£27m Ludlow hospital plan is scrapped
Plans for a new £27 million hospital in Ludlow are officially dead in the water after health chiefs voted to scrap the project at a meeting today.
About 60 people attended the meeting of Shropshire Community Health NHS Trust at the town's racecourse this morning, where seven out of nine board members voted not to proceed with the controversial scheme.
The other two members, non-executive director Jane McKenzie and director of nursing Maggie Bailey, abstained.
Instead, £160,000 will be ploughed into Ludlow's existing community hospital on Gravel Hill to ensure it is fit for purpose for the "next two to five years".
A task force will also be set up including patients, nursing staff, health chiefs and councillors to look at ways of improving healthcare in the town.
It could include making Ludlow a "test-bed" for new technology initiatives, the meeting was told.
The new health facility had been planned for the eco park on the outskirts of town, and would Ludlow's two GP surgeries would have relocated to the new site as part of the plans.
But the meeting was told changes to the NHS nationally had delayed its implementation, and further looks at costings had revealed a potential £1.1 million per year shortfall in funding.
Julia Bridgewater, the trust's interim chief executive, said health bosses had "left no stone unturned" in looking for ways to keep the project on the table.But she said at most all they had been able to do was cut the shortfall down to £800,000 per year - meaning it would still need an injection of £20 million over the next 25 years from already stretched health budgets to allow it to go ahead.
She said: "Originally there was a great momentum in the system to see the development go ahead. "In the current financial climate there is not the same appetite to invest in buildings when pressure on front-line staff continues to increase."
Trust chairman Mike Ridley said: "I realise its not the position many, many people would have wanted.
"But it is the position we find ourselves in, and we now have to look at ways of improving the current hospital and healthcare services."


• _WHAT THE EXERCISE ASKS_: Read through the listing below and copy each line in which the word "Areas" occurs.

GIVEN RECORDS: Begin

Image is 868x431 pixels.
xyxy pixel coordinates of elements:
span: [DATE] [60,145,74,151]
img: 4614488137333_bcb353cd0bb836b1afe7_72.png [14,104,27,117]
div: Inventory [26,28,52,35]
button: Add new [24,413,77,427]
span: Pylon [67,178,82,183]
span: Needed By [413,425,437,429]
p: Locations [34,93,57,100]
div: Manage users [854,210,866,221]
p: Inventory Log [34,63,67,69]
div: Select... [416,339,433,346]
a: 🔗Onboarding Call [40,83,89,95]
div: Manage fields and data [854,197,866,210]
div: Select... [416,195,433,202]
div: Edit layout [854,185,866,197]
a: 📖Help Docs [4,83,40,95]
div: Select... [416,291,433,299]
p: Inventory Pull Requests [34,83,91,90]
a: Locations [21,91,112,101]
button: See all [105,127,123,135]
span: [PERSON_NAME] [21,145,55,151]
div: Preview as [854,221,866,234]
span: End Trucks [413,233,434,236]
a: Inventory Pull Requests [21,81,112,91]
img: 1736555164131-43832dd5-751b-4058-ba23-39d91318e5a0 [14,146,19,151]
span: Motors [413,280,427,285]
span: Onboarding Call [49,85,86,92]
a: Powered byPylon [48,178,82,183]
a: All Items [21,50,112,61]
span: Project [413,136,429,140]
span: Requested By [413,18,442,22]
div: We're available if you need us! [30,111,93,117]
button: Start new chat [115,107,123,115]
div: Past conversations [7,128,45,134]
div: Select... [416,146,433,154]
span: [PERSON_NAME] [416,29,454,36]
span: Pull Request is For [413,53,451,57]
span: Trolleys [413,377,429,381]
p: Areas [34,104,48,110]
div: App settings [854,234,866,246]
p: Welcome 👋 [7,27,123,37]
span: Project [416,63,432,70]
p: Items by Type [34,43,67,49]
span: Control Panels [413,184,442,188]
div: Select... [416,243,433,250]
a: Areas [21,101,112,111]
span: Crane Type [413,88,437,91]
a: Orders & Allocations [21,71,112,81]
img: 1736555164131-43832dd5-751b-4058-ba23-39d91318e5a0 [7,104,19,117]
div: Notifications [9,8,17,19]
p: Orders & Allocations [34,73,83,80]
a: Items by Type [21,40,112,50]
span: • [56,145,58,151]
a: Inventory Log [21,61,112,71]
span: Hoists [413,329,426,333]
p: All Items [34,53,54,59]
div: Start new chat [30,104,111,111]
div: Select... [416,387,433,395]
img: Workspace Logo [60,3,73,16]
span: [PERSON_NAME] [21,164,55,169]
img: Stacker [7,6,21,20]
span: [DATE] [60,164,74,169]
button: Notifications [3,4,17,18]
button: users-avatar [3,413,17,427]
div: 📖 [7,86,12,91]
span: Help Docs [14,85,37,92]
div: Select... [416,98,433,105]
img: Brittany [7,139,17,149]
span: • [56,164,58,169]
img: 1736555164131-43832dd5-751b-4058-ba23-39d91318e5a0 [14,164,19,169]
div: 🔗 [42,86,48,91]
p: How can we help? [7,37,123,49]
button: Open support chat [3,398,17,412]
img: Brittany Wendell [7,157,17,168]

GIVEN RECORDS: End
GIVEN RECORDS: Begin

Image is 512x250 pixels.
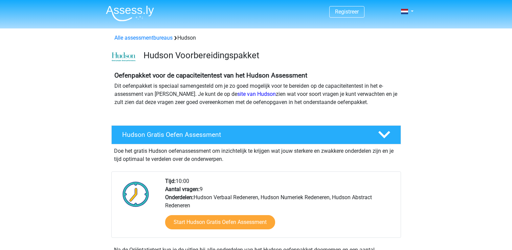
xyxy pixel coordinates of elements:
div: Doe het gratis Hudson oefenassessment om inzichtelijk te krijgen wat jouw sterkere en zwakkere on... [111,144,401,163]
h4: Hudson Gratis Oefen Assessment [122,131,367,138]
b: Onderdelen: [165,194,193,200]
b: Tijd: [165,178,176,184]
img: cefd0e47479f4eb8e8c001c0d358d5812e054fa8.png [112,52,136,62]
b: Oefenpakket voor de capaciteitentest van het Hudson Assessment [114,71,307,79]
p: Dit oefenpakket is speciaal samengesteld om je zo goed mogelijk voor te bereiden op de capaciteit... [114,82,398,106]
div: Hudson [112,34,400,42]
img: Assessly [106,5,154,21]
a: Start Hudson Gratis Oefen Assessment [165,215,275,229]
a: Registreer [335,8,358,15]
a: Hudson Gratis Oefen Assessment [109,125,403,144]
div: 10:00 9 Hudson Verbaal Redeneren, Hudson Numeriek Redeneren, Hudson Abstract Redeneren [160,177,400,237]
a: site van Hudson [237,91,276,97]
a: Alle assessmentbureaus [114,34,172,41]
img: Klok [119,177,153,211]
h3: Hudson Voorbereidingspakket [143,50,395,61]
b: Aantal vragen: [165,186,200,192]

GIVEN RECORDS: End
GIVEN RECORDS: Begin

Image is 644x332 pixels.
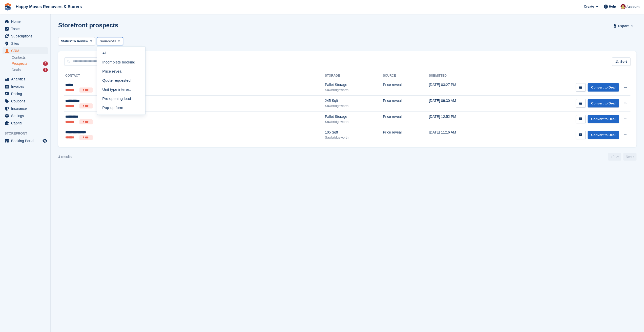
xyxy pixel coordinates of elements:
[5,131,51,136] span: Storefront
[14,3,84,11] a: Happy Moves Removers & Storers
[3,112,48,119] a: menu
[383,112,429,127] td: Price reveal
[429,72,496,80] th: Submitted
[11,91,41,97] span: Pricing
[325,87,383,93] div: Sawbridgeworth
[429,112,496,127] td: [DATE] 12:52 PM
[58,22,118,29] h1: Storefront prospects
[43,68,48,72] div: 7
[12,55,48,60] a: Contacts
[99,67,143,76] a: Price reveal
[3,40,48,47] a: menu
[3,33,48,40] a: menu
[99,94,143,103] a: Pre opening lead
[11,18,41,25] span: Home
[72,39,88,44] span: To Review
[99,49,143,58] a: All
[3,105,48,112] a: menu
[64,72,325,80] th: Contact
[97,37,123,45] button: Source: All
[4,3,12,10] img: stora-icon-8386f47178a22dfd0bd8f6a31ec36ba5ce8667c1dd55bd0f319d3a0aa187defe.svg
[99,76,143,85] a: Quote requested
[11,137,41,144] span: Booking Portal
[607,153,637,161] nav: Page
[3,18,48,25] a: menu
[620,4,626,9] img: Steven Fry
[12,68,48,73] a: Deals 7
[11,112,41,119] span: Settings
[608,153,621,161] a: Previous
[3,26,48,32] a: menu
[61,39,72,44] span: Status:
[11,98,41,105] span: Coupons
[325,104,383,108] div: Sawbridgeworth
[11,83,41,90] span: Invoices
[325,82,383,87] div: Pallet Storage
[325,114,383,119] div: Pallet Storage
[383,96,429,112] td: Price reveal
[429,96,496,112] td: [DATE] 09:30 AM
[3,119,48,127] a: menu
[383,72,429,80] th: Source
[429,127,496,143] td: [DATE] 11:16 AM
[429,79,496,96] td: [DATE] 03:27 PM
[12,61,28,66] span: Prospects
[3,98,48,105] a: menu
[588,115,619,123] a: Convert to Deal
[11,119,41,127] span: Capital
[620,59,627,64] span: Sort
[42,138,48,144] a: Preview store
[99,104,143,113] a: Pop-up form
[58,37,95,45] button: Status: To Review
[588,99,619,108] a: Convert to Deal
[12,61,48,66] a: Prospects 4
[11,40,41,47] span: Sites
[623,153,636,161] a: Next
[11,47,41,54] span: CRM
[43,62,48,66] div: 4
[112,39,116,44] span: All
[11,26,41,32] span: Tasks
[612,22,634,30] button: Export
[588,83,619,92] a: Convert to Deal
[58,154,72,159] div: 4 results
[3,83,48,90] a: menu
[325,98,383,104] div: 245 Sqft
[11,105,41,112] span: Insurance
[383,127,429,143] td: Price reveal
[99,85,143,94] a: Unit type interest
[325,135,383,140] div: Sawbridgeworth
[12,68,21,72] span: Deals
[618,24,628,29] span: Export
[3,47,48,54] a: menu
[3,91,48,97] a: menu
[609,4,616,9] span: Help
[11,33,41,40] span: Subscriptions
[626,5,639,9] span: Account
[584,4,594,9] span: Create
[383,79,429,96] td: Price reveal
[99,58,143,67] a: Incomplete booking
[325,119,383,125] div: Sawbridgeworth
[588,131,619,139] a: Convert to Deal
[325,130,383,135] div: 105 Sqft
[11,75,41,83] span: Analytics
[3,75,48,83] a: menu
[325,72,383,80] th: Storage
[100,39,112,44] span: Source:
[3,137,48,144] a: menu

GIVEN RECORDS: End

• _TASK RESPONSE_:
p: Areas [34,104,48,110]
a: Areas [21,101,112,111]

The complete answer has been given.